10 Differences between Customer Reporting and Data Products
We’ve been talking a lot about how innovative companies are realizing the need to enhance their solutions with more customer-facing data products. For example, GoToMeeting launched a new feature called “Insights” where they send you engagement summary information from your meetings. Here is one from a recent Juice Lunch & Learn:
DJ Patil (U.S. Chief Data Scientist) defines data products as "a product that facilitates an end goal through the use of data.” I’ve described data products as turning analytics inside-out to deliver value to your customers. But the question we most often get is: How are data products different from the customer reporting we already provide?
Here are ten important differences between customer reporting and data products:
1. Instead of summarizing data, solve a problem. Most reporting simply regurgitates data in a semi-aggregated format. A data product starts with customer’s pain points and asks how data can bring insight and better decisions.
2. Instead of starting from the data, start from the customer. Report writers will often look at the data available to them and ask "How can we deliver all this information?" That’s what gets you to self-service analytics tools sitting on top of data. Not good. Data products need to start by asking how you can make your customers smarter and more effective in their job.
3. Instead of stopping at showing the data, guide users to specific actions. Customer reporting may be satisfied with making data accessible. Data products need to do more — they need to move people to take action. Start from the end point: what kinds of things do you want your users to do? How will you give them the right information?
4. Instead of focusing on metric values, deliver context for decisions. Key metrics are only as good as the context you put around them. Data products wrap context around metrics with goals, benchmarks, comparison, and trends. Then your users will know how they should react to the numbers they are seeing.

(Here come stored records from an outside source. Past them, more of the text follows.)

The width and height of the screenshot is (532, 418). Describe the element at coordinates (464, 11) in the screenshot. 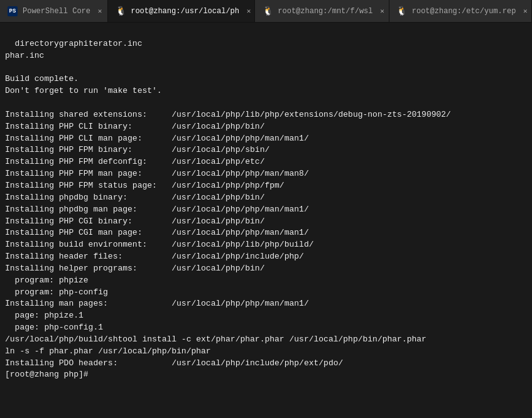

I see `tab-label-3: root@zhang:/etc/yum.rep` at that location.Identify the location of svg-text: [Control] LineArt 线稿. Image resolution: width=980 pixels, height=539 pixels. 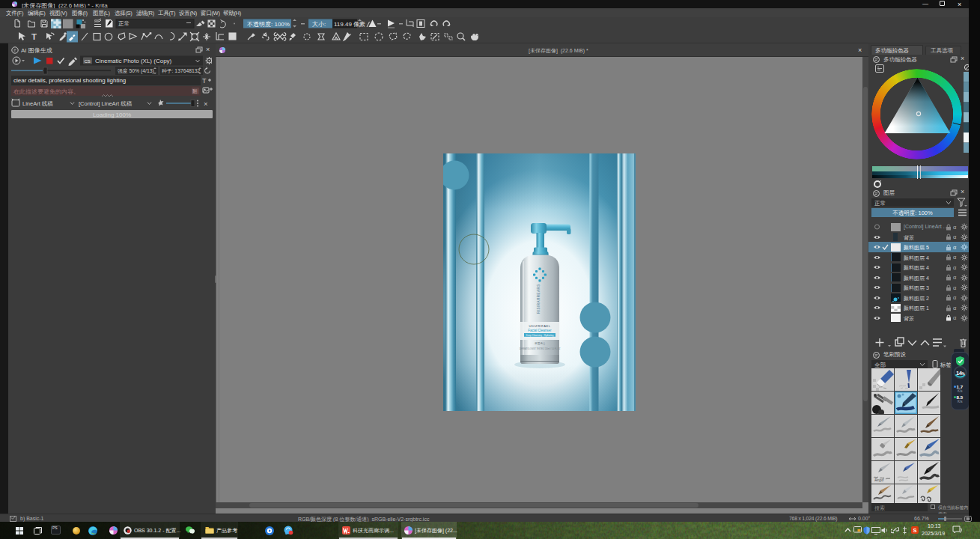
(106, 103).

5. Instead of passive objectivity, bake-in best practices, predictive models, and/or recommendations. “Let the data speak for itself” — that’s like a chef saying: let the diners enjoy the raw ingredients. Bring your expertise to the data product. Your customer knows their pain — but you know the data and what can be done with it.
6. Instead of trying to show more data, reduced to only the data needed. When it comes to presenting information, more data is seldom better. Customer reporting only expands — into dozens of dashboards or reports. Data products should strive for less.
7. Instead of putting the burden on users to figure it out, strive to reduce burden. Customer reporting tosses responsibility to the customer, effectively saying "you figure out what’s important to you.” Data products recognize that few people inherently enjoy messing with data; most people just want to be better at what they do. The data can facilitate that goal.
8. Instead of being designed for analysts, data products are designed for decision makers. Many customer reporting solutions assume the end-user wants to dig in and analyze the data. Data products are for a different audience: front-line decision-makers. These people are busy with their regular job and have little interest in learning something new.
9. Instead of “show me the data”, strive to make the data invisible. The best data products of the future will make the data invisible. Consider how Google Search tries to predict your need and point you to the best answer at the top of your search results. Google wants to hide the data (search results) and jump straight to the answer.
10. Instead of a cost-center for your business, become a profit center and differentiator. Customer reporting is considered a necessary evil for many companies. For example, we’ve had dozens of conversations with advertising agencies who feel compelled to provide reporting, but clearly don’t relish the task. In contrast, companies that view their customer data as an asset recognize that they can create new revenue streams.
That’s where Juicebox comes in — it is the quickest, best path to turn your data into differentiated, revenue-generating data products.